Large benefits from tiny forests: a Theory of Change in nature education

In the Netherlands, 60% of the population is raised in an urban environment, detached from nature. The IVN Tiny Forest programme aims to reconnect city people with nature. Tiny forests are densely vegetated indigenous forests, the size of a tennis court, in urban areas. Such forests attract insects, birds and small mammals, while children from nearby schools come to the tiny forests to learn about nature. Children who grow up close to nature are expected to show nature-friendly behaviour and make nature-friendly decisions later in life. Tiny forests also contribute to making cities climate resilient by improving air quality, reducing heat-stress, conserving water, and stimulating biodiversity. 

Above: Theory of Change workshop with the Tiny Forest project team.


Locations

The Netherlands


Sector

Education

Climate action


Services

Impact strategy

The challenge

At organisation level, IVN flagged some results-monitoring challenges, such as that the focus is on monitoring short-term, project activities, instead of at the level of the mission, or at impact level. IVN’s different projects and programmes were not always interconnected, leading to islands of data and monitoring results. This hampered internal learning and steering, as well as external communication on “aggregated results”. The Tiny Forest programme was selected as a pilot case to try out developing a useful Theory of Change with Akvo, as a basis for annual planning, as well as more meaningful and useful monitoring. Afterwards, IVN would be able to apply the ToC approach for other programmes as well as at organisational level.

The solution

Akvo designed a practical, concrete and quick Theory of Change development process, with a Training of Trainers element. The sessions were co-designed and co-facilitated with a small team from IVN, so they would be able to repeat the process later on. 

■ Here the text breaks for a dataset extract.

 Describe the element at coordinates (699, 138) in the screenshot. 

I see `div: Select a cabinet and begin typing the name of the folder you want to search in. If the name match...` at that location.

In a two-day workshop, the context of the Tiny Forest programme was mapped (levels of influence and interest of relevant actors, and factors to be addressed), the ToC diagram was built, and a number of causal assumptions (why do we think change will happen this way?) were formulated. 

For the Tiny Forests programme, the behavioural change of actors outside the programme team is absolutely central. Collectively making explicit who these actors are is key to formulating concrete, actionable intended outcomes: which actor is expected to do what differently? For example “Teachers give more classes outside”, “Children come into contact with nature more”, “People living in the neighbourhood visit the Tiny Forests'' and “Funds, businesses and government want to continue to finance Tiny Forests (because they know the positive effects)”. 

After formulating the intended outcomes, they were placed in cause-effect relations, to show the logical sequence from activities, through outcomes, to impact. This is also a relevance-check: are we doing the right thing to make the intended outcomes happen?

The impact

With the ToC finalised, the Tiny Forest team could use it to decide which intended outcomes and impact to monitor, with which indicators and methods. With such a monitoring framework (not part of Akvo’s support) IVN would be able to learn, steer, report and communicate about more than just activities done. The Tiny Forest ToC can also be used to adjust activities where necessary so they contribute to the intended outcomes and impact.